Looming disaster for Zim agriculture
EDITORIAL COMMENT
REVELATIONS that there has been a 55% drop in tobacco seed sales can only mean one thing: Disaster is looming for the country in the forthcoming summer cropping season.
Agriculture is one sector that is so delicate that any slipup in terms of planning and preparation spells doom.
Since year 2000, this is one of the lessons that the country, at large, has failed to learn and season after season has been a complete disaster; and has seen citizens of the once breadbasket of Africa perennially going hungry for the past two decades.
Without the requisite inputs, farming is a waste of time.
Revealing why the tobacco farmers are failing to adequately prepare, the Zimbabwe Tobacco Association chief executive Rodney Ambrose said: “Poor prices (at the auction floors) are said to have affected the preparations of seedbeds for the coming crop.
These seedbeds should have been planted in June, but many growers were not in a good enough financial position to start the process. So, more bad news might be on the way. We sincerely hope seed sales and farmers’ crop preparations improve in the next month.”
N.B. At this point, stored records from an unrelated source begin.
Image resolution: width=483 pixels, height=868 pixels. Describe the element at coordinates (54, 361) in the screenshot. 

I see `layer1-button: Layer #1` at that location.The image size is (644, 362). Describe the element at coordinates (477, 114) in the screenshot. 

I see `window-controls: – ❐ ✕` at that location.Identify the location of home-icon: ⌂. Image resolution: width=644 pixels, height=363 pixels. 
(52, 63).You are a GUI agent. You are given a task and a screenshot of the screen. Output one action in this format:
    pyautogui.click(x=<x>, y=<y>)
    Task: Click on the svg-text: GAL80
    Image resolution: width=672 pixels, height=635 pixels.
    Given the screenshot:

Hopeful, yes we will remain, but this might just be hoping against hope because a month behind schedule means that the tobacco crop risks failing to properly mature, given the unpredictable weather patterns the region has been experiencing at a time when talk of irrigation is just a pipe dream.
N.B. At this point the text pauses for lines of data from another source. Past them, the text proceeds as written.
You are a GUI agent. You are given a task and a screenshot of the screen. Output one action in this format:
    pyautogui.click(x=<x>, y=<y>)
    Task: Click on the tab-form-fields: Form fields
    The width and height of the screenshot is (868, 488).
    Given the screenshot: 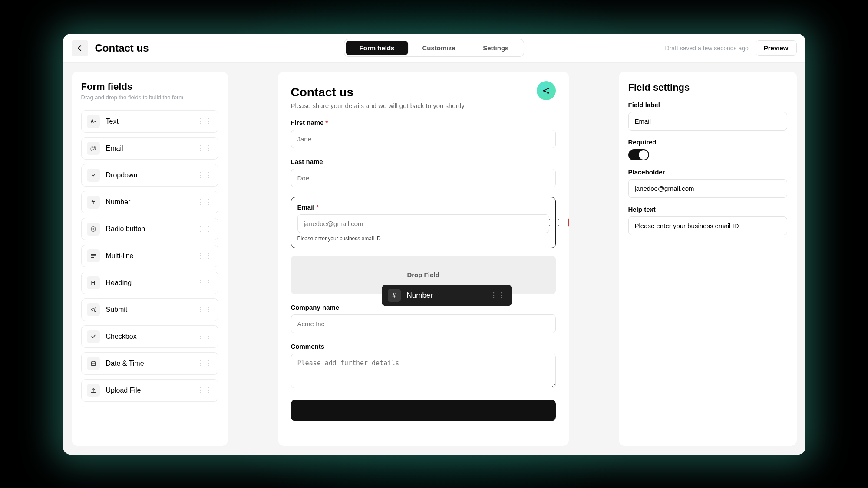 What is the action you would take?
    pyautogui.click(x=377, y=48)
    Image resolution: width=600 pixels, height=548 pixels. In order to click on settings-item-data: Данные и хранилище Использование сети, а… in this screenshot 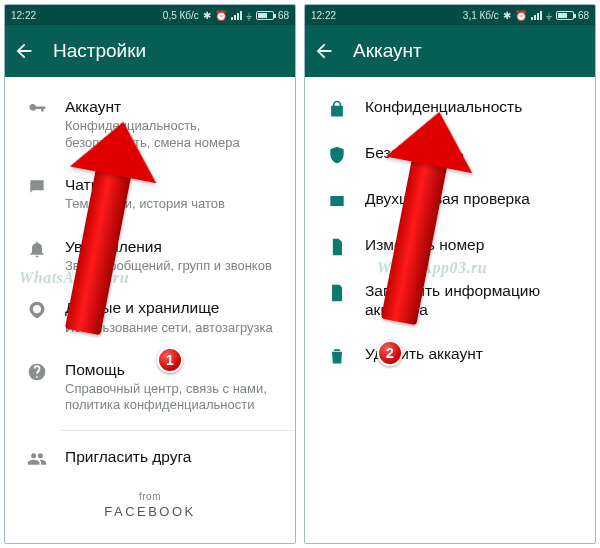, I will do `click(150, 317)`.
We shudder to imagine what lies ahead for Zimbabwe if tobacco farmers, who have at least managed to harvest something for sale, have not been able to adequately prepare for the next cropping season. What does the next season hold for the other farmers engaged in other crops such as maize, who hardly harvested anything last season following a devastating drought?
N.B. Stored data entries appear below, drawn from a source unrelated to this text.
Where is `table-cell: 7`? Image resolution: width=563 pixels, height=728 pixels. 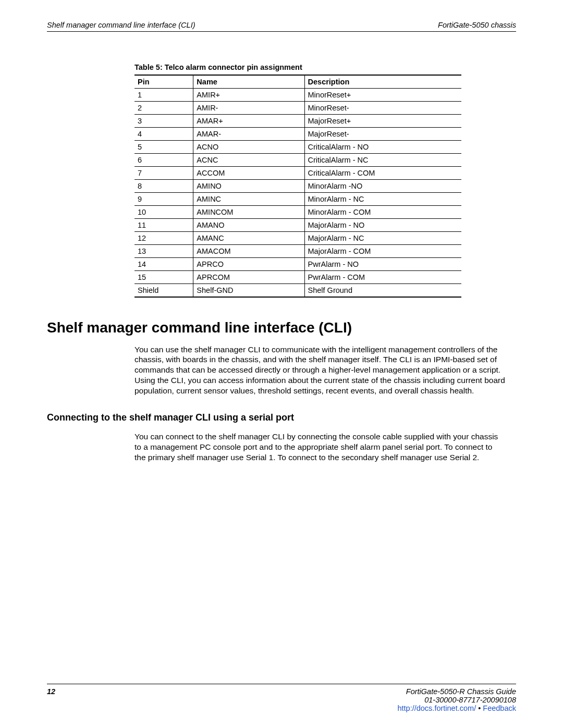 table-cell: 7 is located at coordinates (164, 173).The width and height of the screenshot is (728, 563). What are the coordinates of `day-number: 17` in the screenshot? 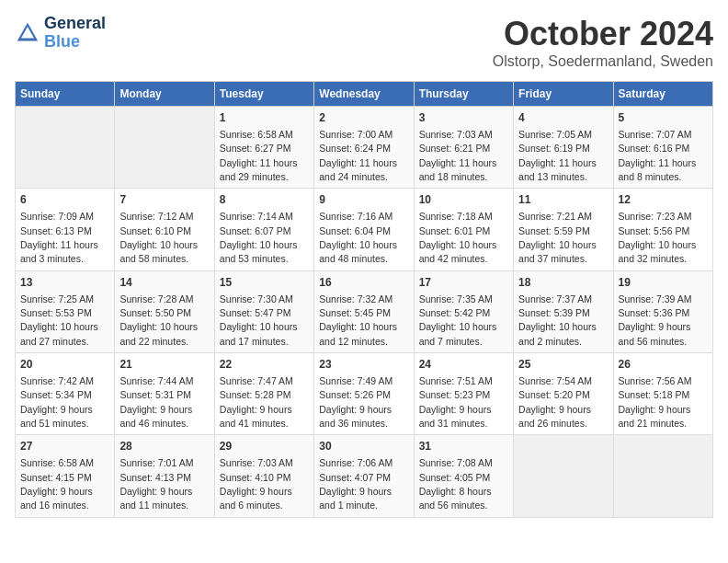 It's located at (463, 283).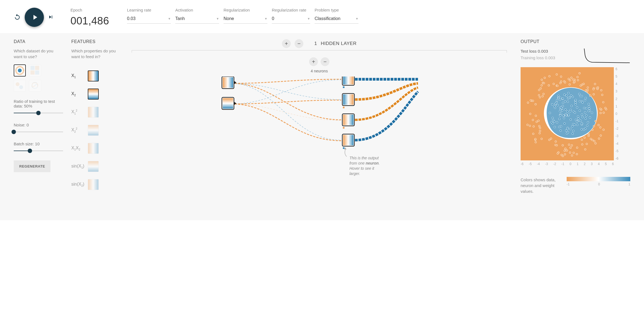  Describe the element at coordinates (32, 166) in the screenshot. I see `regenerate-button: REGENERATE` at that location.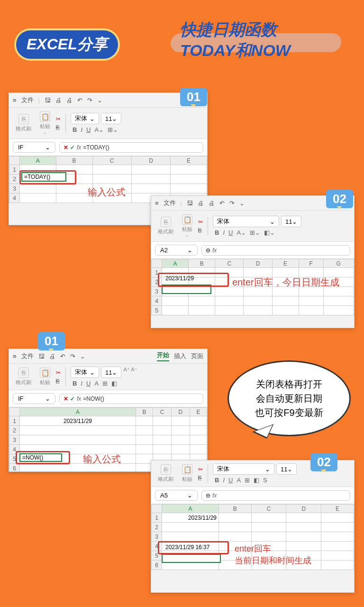 This screenshot has height=607, width=364. I want to click on fill-button: ◧⌄, so click(269, 232).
And once again, like a curse that refuses to go away, indications are that the country faces hunger next year. Why? The reason is simply because farmers are incapacitated to go back to the field. Tobacco farmers were offered peanuts for their crop and other farmers, especially for maize, did not harvest enough to sell to raise sufficient capital for inputs. Besides, the country’s cash crisis has moved several gears up for the farmers after government banned the use of foreign currencies at a time the local currency has continued to weaken against the hard currencies.
To make matters worse, monetary authorities in the country tell us that they have tightened their belts and drastically cut back on government spending, which means farmers should not expect any freebies such as the presidential input scheme that they have relied on over the years, albeit the programme being a feeding trough for looters. We just hope that government is aware of the challenges confronting the farmers this coming season; otherwise disaster looms large.